Other Magazines

Water-Boarding Revisited

The New Yorker on the technique’s use during the Philippine-American War.

The New Yorker, Feb. 25 Ryan Lizza reports from the Straight Talk Express, focusing on John McCain’s singular, if not wholly realized, opportunity to reinvent the Republican Party. The senator “attempts to portray himself as a doctrinaire conservative just when intellectual class of the movement [that] seems eager for something new.” Anecdotes about the candidate’s jocular relationship with the press—he likes to greet them with a “Hello, jerks”—make the piece highly readable. A history of the U.S. military’s use of “the water cure” during the Philippine-American war at the turn of the 20th century delivers a look at the nation’s early flirtation with water-boarding. Atrocities against Filipinos were greeted with limited debate that “lurched from intolerance for torture to attempts to rationalize it and outrage at the antiwar activists who made it a public issue.”

Weekly Standard, Feb. 25 The cover story traces recently assassinated Hezbollah leader Imad Mughniyah’s connections to al-Qaida and Osama Bin Laden, an association that, the writer claims, “virtually all” mainstream media coverage ignores. The piece, beating the war drums in Iran’s direction, says that Mughniyah’s relationship with Bin Laden proves that al-Qaida’s Sunnis and Hezbollah’s Shiites could collaborate on terror plots and that Iran-backed Hezbollah may have been involved in 9/11. An article seizes John McCain’s January statement that he would rely on “people like Jack Kemp, Phil Gramm, Warren Rudman, Pete Peterson” to criticize the candidate’s lack of knowledge about economic issues—suggesting that McCain adjusts his economic policy to attack whomever he needs to settle a score with. Case in point: He voted against Bush’s tax cuts after his bitter primary battle with him in 1999.

New York, Feb. 25
The cover of the spring fashion issue is photographer Bert Stern’s tired re-creation of his “classic” spread of Marilyn Monroe, with—wait for it—a nude Lindsay Lohan, “another actress whose prodigious fame is not quite commensurate with her professional achievements.” A profile of French Vogue editor Carine Roitfeld notes that her magazine is “the polar opposite of most American fashion magazines. … It is not inclusive: There is no advice on how to dress if you’re shaped like a pear or about to turn 50.” In a piece on how the media treat Hillary Clinton and Barack Obama differently, a Democratic operative complains, “Obama has been able to get away with a stunning amount of hypocrisy that would get called on her. … They’ve run the nastiest, most deceptive pieces of paid media.”

Newsweek, Feb. 25 An article returns to a perennial media favorite: the sex life of college students. This time, however, it’s not to complain about rampant promiscuity. Surveys say college students are having less sex than before, even as sex newspaper columns, student erotica magazines, and sex blogs permeate campus culture. A piece investigates the “estrangement” between presidents and journalists. The article observes that the Clintons’ marked resentment of the media, stemming from their time in the White House, creates a difference in Hillary’s treatment of and in the press, which separates her from other presidential front-runners John McCain and Barack Obama, echoing New York’s piece on the media’s unequal approach to the two Democratic candidates. The cover story, an otherwise-dull profile of Michelle Obama, has the first lady hopeful noting, “Somehow I’ve been caricatured as this emasculating wife. … It’s just sort of, like, do you think anyone could emasculate Barack Obama?”

Texas Monthly, February 2008 * A feature on the preponderance of 3D action movies blames the trend on the emergence of “fanboys” as “arbiters of twenty-first-century film culture,” and sources the trend to the unlikely origin of Austin, Texas, home of Sin City filmmaker Robert Rodriguez and Quentin Tarantino screening festivals “where the seeds of Geek Nation were first sown.” A piece investigates a scatological solution in play for Texas’s water-shortage woes—reusing toilet water—and informs Houstonians, that during the summer, they are “literally drinking Dallas’s poopwater.”

Correction, Feb. 20, 2008: Due to an editing error, this article originally gave the wrong issue date for Texas Monthly. The noted articles are from the February 2008 issue, not the March 2008 issue. (Return  to the corrected sentence.)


Among the records, how many lines contain "Resources"? Only the number is needed.

━━ DATA IN THIS EXERCISE

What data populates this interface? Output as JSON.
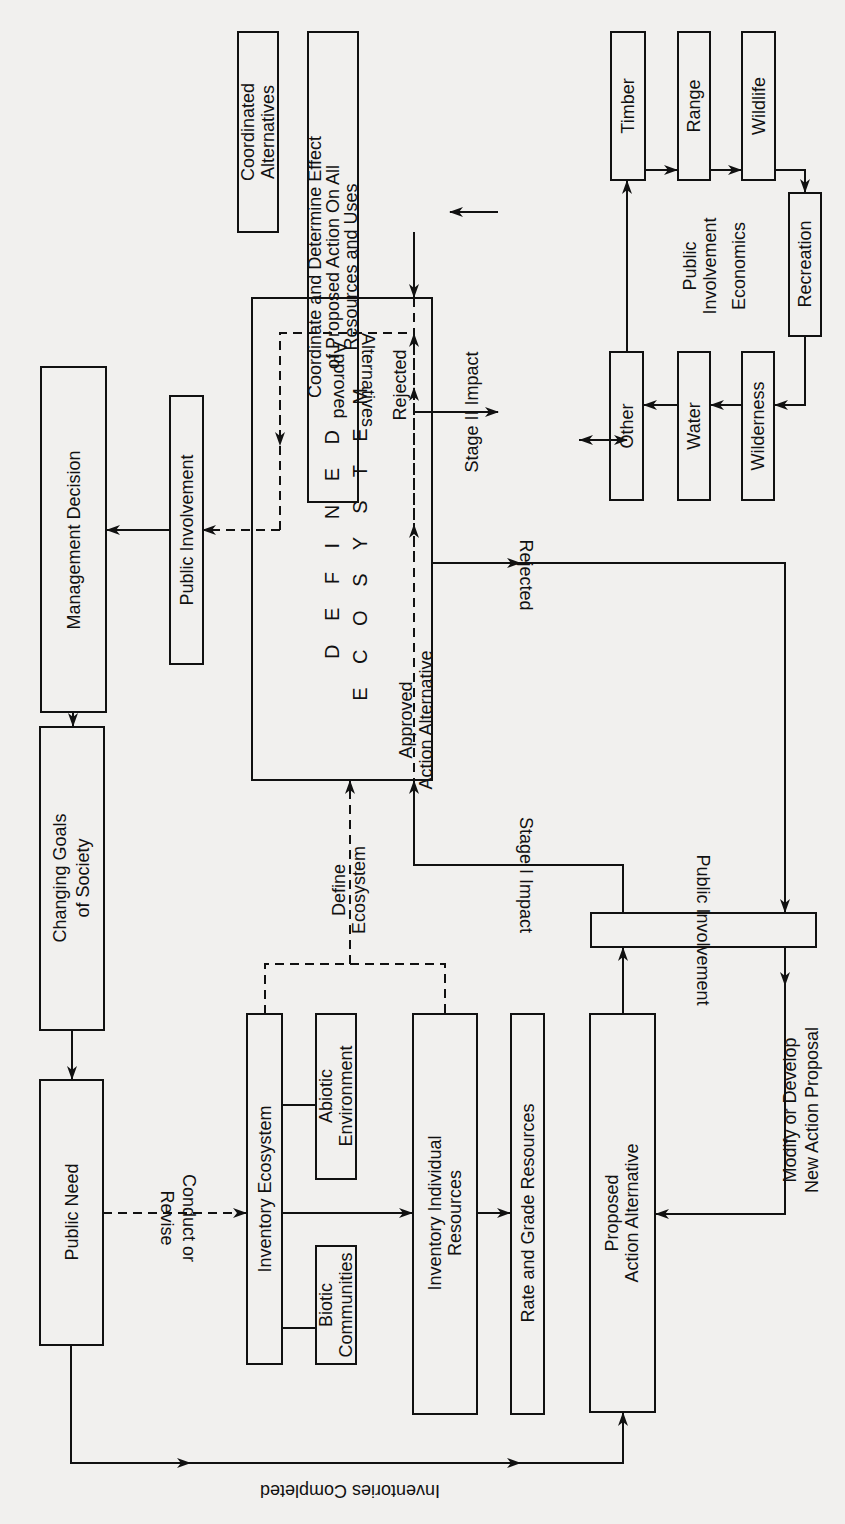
{
  "diagram": {
    "orientation": "rotated counter-clockwise",
    "nodes": {
      "management_decision": [
        "Management Decision"
      ],
      "changing_goals": [
        "Changing Goals",
        "of Society"
      ],
      "public_need": [
        "Public Need"
      ],
      "public_involvement_upper": [
        "Public Involvement"
      ],
      "defined_ecosystem": [
        "D E F I N E D",
        "E C O S Y S T E M"
      ],
      "coordinated_alternatives": [
        "Coordinated",
        "Alternatives"
      ],
      "coordinate_determine": [
        "Coordinate and Determine Effect",
        "of Proposed Action On All",
        "Resources and Uses"
      ],
      "timber": [
        "Timber"
      ],
      "range": [
        "Range"
      ],
      "wildlife": [
        "Wildlife"
      ],
      "recreation": [
        "Recreation"
      ],
      "wilderness": [
        "Wilderness"
      ],
      "water": [
        "Water"
      ],
      "other": [
        "Other"
      ],
      "center_note": [
        "Public",
        "Involvement"
      ],
      "economics": [
        "Economics"
      ],
      "inventory_ecosystem": [
        "Inventory Ecosystem"
      ],
      "abiotic": [
        "Abiotic",
        "Environment"
      ],
      "biotic": [
        "Biotic",
        "Communities"
      ],
      "inventory_individual": [
        "Inventory Individual",
        "Resources"
      ],
      "rate_grade": [
        "Rate and Grade Resources"
      ],
      "proposed_action": [
        "Proposed",
        "Action Alternative"
      ],
      "public_involvement_lower": [
        "Public Involvement"
      ],
      "modify_develop": [
        "Modify or Develop",
        "New Action Proposal"
      ]
    },
    "edge_labels": {
      "approved_alternatives": [
        "Approved",
        "Alternatives"
      ],
      "rejected_top": "Rejected",
      "approved_action": [
        "Approved",
        "Action Alternative"
      ],
      "stage2": "Stage II Impact",
      "rejected_right": "Rejected",
      "define_ecosystem": [
        "Define",
        "Ecosystem"
      ],
      "stage1": "Stage I Impact",
      "conduct_revise": [
        "Conduct or",
        "Revise"
      ],
      "inventories_completed": "Inventories Completed"
    }
  }
}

━━━━

* [PROBLEM SOLUTION] 3